The following year, 1941, Noo Music ran 11 races of which he won two, one at Wheeling, West Virginia, and the other at Hamilton, Ohio, both at 5/8 mile. He was second in two other starts at Wheeling Downs and ran unplaced seven times. 1943 was the next year the brown gelding ran on recognized tracks, starting five times and winning and placing once each in 5/8 mile races at Phoenix. Official records show 1945 to be the last year he was raced when he won one of two starts at Phoenix, In the ten-year stretch between 1935-45, Noo Music had won seven out of 32 starts at recognized tracks, placed six times and ran unplaced 19 times. His total winnings were $2,420.00.

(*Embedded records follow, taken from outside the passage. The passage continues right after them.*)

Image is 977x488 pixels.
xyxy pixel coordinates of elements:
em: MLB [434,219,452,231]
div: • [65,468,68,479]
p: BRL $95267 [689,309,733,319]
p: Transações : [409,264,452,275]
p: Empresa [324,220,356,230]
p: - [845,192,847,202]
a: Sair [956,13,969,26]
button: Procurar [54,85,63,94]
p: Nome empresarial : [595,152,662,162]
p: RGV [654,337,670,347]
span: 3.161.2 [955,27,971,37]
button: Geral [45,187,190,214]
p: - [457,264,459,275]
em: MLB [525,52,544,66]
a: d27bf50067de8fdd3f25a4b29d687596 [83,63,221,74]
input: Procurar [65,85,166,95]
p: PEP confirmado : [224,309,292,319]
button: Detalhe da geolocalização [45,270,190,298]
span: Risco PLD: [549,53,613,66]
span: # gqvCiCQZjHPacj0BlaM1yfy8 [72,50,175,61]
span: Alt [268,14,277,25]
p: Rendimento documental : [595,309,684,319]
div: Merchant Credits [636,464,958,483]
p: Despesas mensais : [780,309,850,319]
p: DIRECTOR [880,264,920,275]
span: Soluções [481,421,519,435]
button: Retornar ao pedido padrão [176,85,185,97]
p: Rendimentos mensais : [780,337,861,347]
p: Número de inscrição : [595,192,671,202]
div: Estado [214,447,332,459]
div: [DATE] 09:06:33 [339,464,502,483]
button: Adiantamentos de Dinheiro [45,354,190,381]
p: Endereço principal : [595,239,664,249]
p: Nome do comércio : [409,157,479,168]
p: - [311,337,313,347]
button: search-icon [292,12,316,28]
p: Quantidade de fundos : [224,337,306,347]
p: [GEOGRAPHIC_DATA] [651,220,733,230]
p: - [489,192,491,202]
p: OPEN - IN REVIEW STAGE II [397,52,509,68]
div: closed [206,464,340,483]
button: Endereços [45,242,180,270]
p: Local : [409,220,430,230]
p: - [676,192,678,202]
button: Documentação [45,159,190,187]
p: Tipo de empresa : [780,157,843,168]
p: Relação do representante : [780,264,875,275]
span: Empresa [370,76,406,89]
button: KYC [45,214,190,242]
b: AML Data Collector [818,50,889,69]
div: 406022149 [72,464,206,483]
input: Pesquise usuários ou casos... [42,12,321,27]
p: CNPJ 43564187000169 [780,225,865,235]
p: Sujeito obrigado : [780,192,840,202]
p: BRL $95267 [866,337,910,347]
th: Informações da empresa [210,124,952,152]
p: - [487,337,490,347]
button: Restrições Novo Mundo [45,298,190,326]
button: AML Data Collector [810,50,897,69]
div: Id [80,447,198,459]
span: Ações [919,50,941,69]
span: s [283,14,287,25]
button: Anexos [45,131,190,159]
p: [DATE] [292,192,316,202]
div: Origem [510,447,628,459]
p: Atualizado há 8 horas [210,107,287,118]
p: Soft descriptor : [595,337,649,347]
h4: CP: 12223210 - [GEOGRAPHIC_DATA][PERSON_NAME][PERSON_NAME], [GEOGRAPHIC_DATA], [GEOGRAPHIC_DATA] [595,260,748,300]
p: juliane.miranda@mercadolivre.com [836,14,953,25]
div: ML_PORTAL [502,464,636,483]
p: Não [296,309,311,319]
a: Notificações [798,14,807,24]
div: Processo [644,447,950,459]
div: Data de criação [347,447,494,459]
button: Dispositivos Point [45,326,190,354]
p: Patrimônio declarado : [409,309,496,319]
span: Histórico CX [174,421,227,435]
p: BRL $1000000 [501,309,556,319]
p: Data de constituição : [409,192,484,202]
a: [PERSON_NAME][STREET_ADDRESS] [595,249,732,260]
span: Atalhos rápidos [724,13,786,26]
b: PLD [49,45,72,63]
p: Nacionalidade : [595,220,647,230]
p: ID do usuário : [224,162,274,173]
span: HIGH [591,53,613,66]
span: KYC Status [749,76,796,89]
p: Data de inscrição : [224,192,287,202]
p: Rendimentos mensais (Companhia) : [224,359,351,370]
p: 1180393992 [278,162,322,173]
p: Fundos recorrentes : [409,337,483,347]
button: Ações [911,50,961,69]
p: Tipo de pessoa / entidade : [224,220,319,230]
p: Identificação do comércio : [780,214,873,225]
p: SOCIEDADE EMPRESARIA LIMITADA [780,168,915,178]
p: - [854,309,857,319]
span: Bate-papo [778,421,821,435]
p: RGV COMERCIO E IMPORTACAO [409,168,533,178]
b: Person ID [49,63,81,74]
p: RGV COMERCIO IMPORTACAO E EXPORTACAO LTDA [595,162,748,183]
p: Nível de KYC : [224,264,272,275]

Most southwestern turf men were familiar with Noo Music in 1944 and most of them had decided that the thirteen-year-old gelding was just about through, A young racing enthusiast from San Antonio named John L. Peppard, Jr., didn’t agree with them. He had watched Noo Music race, he knew that he loved to run, that he had a heart as big as a circus tent and that he had the indefinable “will to win” that is a fundamental quality in every great race horse. He saw that Noo Music held his own to the quarter or 3/8 before his ageing legs began to tire. Quarter racing was just then becoming popular at the big tracks and John Peppard decided to give Noo Music a crack at the shorter distances. He bought the gelding from Prankie Figueroa in September of 1944. Noo Music has never given him cause to be sorry.
That fall of 1944 at Albuquerque, Noo Music ran second to the very good Revenue in one hotly contested 440, and second to the speedster Dee Dee in another 440 in which Revenue finished third. From then on Noo Music ran against all comers including many of the best on the short tracks of the southwest.

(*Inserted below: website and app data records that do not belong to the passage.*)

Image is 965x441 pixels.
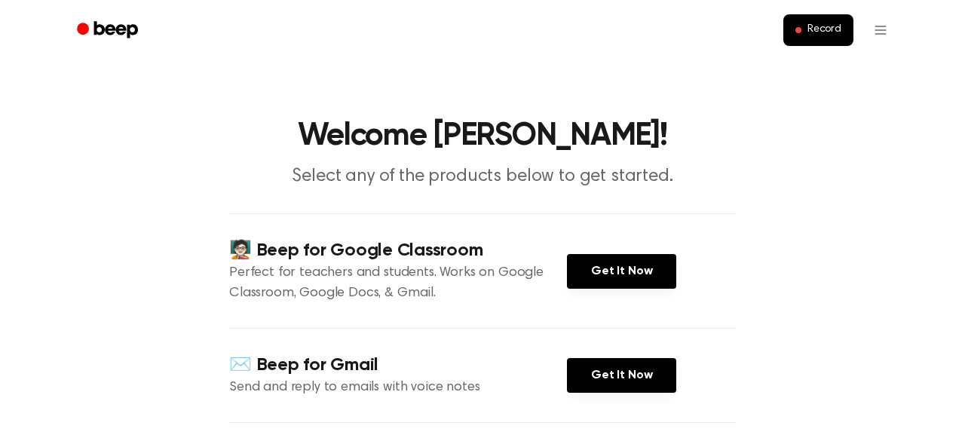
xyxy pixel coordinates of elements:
[567,254,676,289] a: Get It Now
[783,14,853,46] button: Record
[807,23,841,37] span: Record
[229,263,567,304] p: Perfect for teachers and students. Works on Google Classroom, Google Docs, & Gmail.
[193,164,772,189] p: Select any of the products below to get started.
[862,12,898,48] button: Open menu
[229,238,567,263] h4: 🧑🏻‍🏫 Beep for Google Classroom
[229,353,567,378] h4: ✉️ Beep for Gmail
[567,358,676,393] a: Get It Now
[96,121,868,152] h1: Welcome [PERSON_NAME]!
[229,378,567,398] p: Send and reply to emails with voice notes
[66,16,151,45] a: Beep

Twice in match races he beat the fast Rumpus, he nosed out Texas Lad at 300 yards, he beat Blue Stone by three lengths at 350 yards, he whipped Silver and Honey Boy at the quarter, he was beaten a length by the great Miss Banks at 350 yards, he daylighted the speedy Hill Country in a quarter at Eagle Pass and he was a head behind the renowned Chain Lay in a quarter at Tucson. Among others who have fallen victim to his driving speed are White Socks, Orphan Annie, Little Buddy, Sleepy Boy, Kilroy, Lovely Ellen, Draw Poker, No Cat, Wampus Kitty, Lucky Sunday, June Wing, Bailey Boy, Blue Bird and Waelder Girl. Twice he has run and won two match races in the same afternoon, once against Rumpus and Anita both at 350 yards. Noo Music will pretty consistently run 3/8 mile in :35.0 or :35.1, the quarter in :23.3 and 330 yards in :18.0.

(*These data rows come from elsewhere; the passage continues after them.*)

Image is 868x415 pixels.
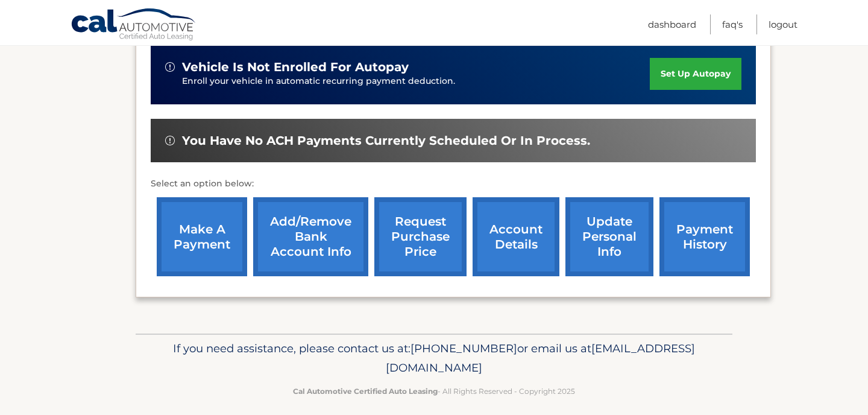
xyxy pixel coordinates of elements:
a: account details [472,197,560,276]
p: - All Rights Reserved - Copyright 2025 [143,385,725,397]
a: Cal Automotive [70,8,197,43]
span: You have no ACH payments currently scheduled or in process. [182,133,590,148]
span: [PHONE_NUMBER] [411,341,517,355]
a: make a payment [156,197,247,276]
p: Enroll your vehicle in automatic recurring payment deduction. [182,75,650,88]
a: Add/Remove bank account info [253,197,368,276]
img: alert-white.svg [165,62,175,72]
a: Logout [768,14,798,35]
a: FAQ's [722,14,742,35]
a: update personal info [565,197,653,276]
p: If you need assistance, please contact us at: or email us at [143,339,725,377]
p: Select an option below: [151,177,755,191]
a: payment history [659,197,750,276]
span: [EMAIL_ADDRESS][DOMAIN_NAME] [386,341,695,374]
a: Dashboard [648,14,696,35]
a: request purchase price [374,197,466,276]
span: vehicle is not enrolled for autopay [182,60,409,75]
strong: Cal Automotive Certified Auto Leasing [293,387,438,395]
img: alert-white.svg [165,135,175,145]
a: set up autopay [650,58,741,90]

In the five years of Peppard’s ownership, Noo Music has won a total of 47 races, not including dead heats, and has never been out of training. The two have traveled together from Tucson to Texas and back again, stopping wherever a meet was being held or a match could be made. In the thousands of trailer miles he has traveled, the gentle gelding has remained unruffled through more than one catastrophe. Once, when someone failed to latch his trailer gate, he tumbled out on the highway while traveling at 50 miles an hour. He was racing again a week later. On another occasion his trailer slid into a ditch and turned over, pinning him on his back. It took 45 minutes with a crow bar to free him and the entire time he calmly watched the workmen without kicking or struggling.
It’s anybody’s guess how long Noo Music would have gone on running or how great a year his eighteenth would have been for him, if it hadn’t been for the pulled tendon. Knowing his past history, the announcer at Rillito may well have been wrong – it may be that Noo Music will once again do what he loves to do best – run. His legs may understandably be weary from the many miles of giving their best, but until the day he dies he will have his tremendous heart and his indomitable will to win.
– The Quarter Horse, Official Publication of The National Quarter Horse Breeders Association, August 1949

About three months after that article was published and exactly eight months after he broke down, Noo Music defeated Lucky Sunday in a 220-yard race at Stutts Track in San Antonio. We don’t know if he continued racing through his nineteen-year-old season. If anyone has additional information about Noo Music, we would love to see it!